Thursday, 25 April 2013

Dandelions

We take Dandelions for granted and yet they merit consideration for their many interesting features. 

Basic floras simply refer to Taraxacum officinalis but this glosses over a far more complex situation. Because of the unusual way in which they are pollinated  (a self-pollinating system known as apomixis) a huge number of so-called microspecies have arisen, with 226 of these being known from Britain. Seventeen of the microspecies have been recorded from Northamptonshire but, as far as I am aware, little work on Dandelions has been done in our county for over fifty years.
Dandelions on a grassy verge.
Byfield, 25 April, 2013


As children we would use the fluffy heads to tell the time, blowing away the fruits with their feathery pappus and counting as we did so. Sometimes I would take a bunch of the flowers into the house, to be mildly scolded by my grandmother who called them "wet-the-beds". John Clare was far more earthy, calling them "piss-a-beds". These old names refer to the diuretic qualities of the plant. (There are at least two references in the King James Bible to "he who pisseth against the wall" so clearly the day-to-day usage of the p word has changed.) The stems bleed white latex when broken and my fingers would be stained brown by this fluid after telling the time.
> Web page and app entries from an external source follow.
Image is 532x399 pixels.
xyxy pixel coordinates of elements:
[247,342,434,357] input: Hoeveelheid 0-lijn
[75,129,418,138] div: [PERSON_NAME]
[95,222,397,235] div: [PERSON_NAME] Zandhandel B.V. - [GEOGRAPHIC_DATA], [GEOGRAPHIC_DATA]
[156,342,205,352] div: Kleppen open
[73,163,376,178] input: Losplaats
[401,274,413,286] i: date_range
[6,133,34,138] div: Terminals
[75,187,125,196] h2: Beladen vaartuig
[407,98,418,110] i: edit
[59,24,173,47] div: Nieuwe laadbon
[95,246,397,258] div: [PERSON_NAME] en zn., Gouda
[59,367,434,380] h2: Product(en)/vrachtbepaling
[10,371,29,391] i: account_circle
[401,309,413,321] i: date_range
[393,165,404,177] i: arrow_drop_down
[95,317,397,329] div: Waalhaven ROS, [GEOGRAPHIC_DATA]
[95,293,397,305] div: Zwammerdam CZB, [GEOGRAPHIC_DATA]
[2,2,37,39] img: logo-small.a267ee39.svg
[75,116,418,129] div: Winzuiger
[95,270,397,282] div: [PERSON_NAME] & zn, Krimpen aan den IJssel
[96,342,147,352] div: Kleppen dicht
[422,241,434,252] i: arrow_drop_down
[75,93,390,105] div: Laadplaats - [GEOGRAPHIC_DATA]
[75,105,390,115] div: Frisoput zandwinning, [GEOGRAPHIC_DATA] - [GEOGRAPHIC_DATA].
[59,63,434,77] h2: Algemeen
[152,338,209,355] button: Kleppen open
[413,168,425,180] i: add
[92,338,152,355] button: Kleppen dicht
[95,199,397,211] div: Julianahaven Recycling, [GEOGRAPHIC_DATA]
Attempts have been made to use this latex for rubber production, with Russian scientists investigating Taraxacum kok-saghyz (usually referred to as TKS) - work which has been continued by German, Dutch and American researchers. Yields of up to 200 kg of rubber per hectare were reported from Russia and research continues.

The word "dandelion" is generally accepted as coming from the French "dente-de-lion" - lion's tooth and is thought to refer to the jagged leaf edges. 

John Clare wrote:

               And Dandelions like to suns will bloom
               Aside some bank or hillock low.

                                                        Clare's Village Minstrel, 185, 1821

... and I am pleased to see them blooming still, beside the A361, in their hundreds.
Dandelion beside the A361 in Byfield.